Mark McKenzie, chief executive of the petrol retailer peak body ACAPMA, said government interference in motorists’ choice of fuel was unwanted and created “perverse economic effects”.

“Simply put, people are making a choice as to what product they put in their car and really are thumbing their nose at the government,” he said. “We’re talking about a mandate that’s been around for seven years. People have tried E10 and have fled from it.

“The issue here is the arrogance of the Baird government. They think they can make policy to suit themselves and their mates, when there is a broader community they’re supposed to be serving.

“Our view is the choice of fuel is that of the motorist and the government has no place interfering in a core product.”

NRMA spokesman Peter Khoury said while it was true people were buying more premium fuel, there had been a lot of “misinformation” about E10 and it was “demonstrably not true” that it was bad for engines.

“The majors are advertising premium fuels quite heavily. People can buy regular fuel or E10 but they’re buying 98 octane and paying upwards of 30 cents per litre more for no real benefit,” he said.

“About three-quarters of the NSW fleet can run on E10. The remaining that can’t are either cars built before 1986 or they are high-performance vehicles that are mostly imported. The manufacturer will specify if a vehicle must run on premium fuel.”
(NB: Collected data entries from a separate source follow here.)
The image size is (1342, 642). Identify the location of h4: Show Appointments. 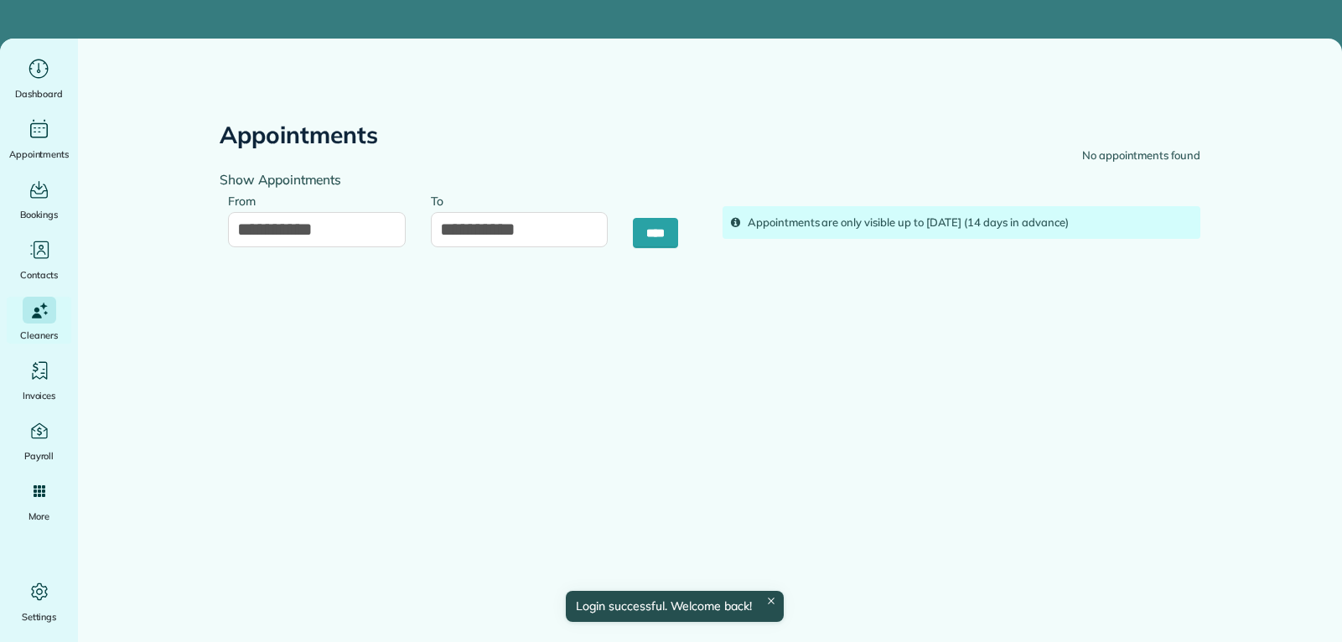
(458, 179).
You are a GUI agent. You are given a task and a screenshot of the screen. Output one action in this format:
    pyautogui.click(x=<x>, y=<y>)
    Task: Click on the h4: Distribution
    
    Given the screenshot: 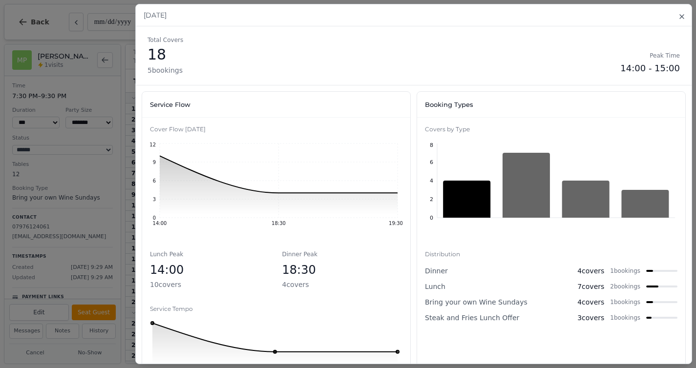 What is the action you would take?
    pyautogui.click(x=551, y=255)
    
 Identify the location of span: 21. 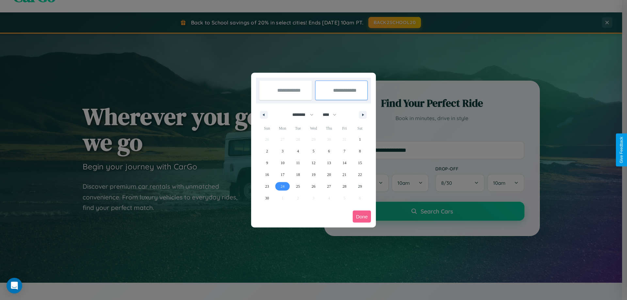
(345, 175).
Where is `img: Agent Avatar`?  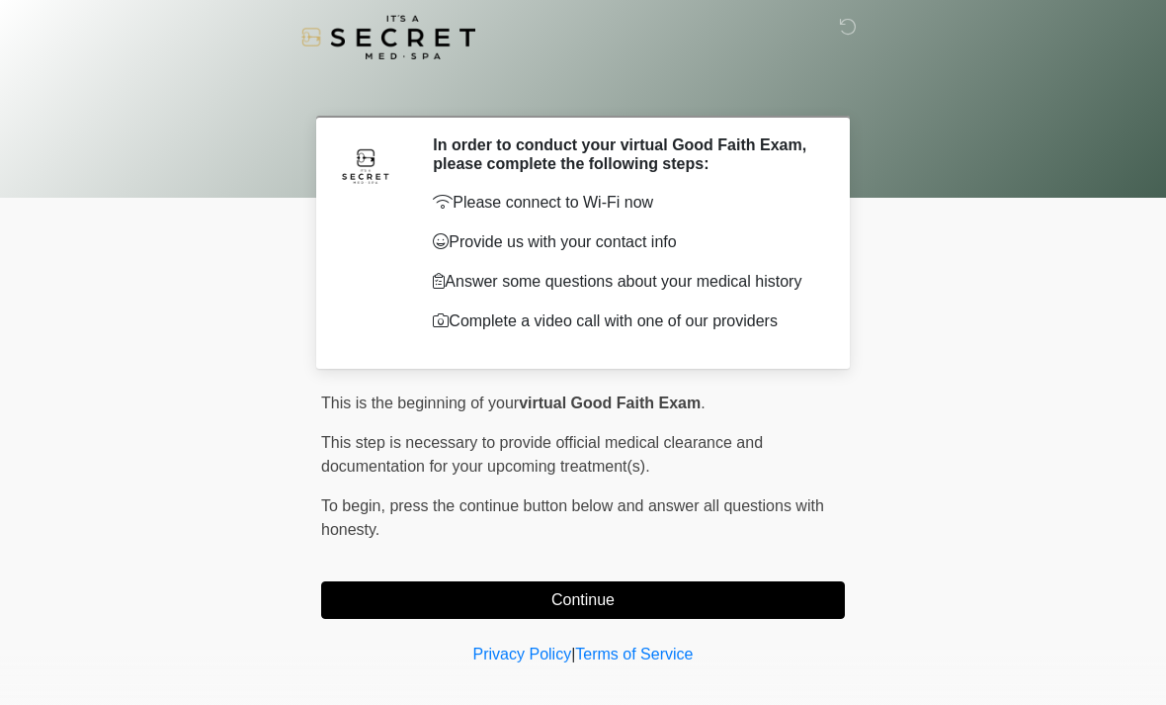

Mr Khoury also disagreed with the ACCC’s finding that regular fuel was harder to find. “There is plenty of regular out there,” he said. “When we quote petrol prices we’re talking regular, not E10. People are buying it all over the place.”

Queensland is set to become the second state to introduce an ethanol mandate from January. Queensland Biofuels Minister Mark Bailey told The Australian many NSW motorists “wrongly assumed” their car could not use E10 because the NSW government did not roll out a consumer education campaign.

“Our ethanol mandate from January is set at a level that will ensure fuel retailers continue to offer a broad range of fuel grades,” Mr Bailey said.

NSW Minister for Innovation and Better Regulation Victor Dominello said the ethanol mandate had been a bipartisan policy since 2007.

“The government made changes to the legislation earlier in the year that will boost competition in the marketplace and provide consumers with greater choice,” Mr Dominello said.

“The reforms ensure the mandate is focused on the bigger petrol station operators while providing appropriate exemptions for smaller operators.

“Consumers are encouraged to use the government’s FuelCheck website which empowers them to find the cheapest fuel by publishing petrol prices in real-time for every service station across NSW.”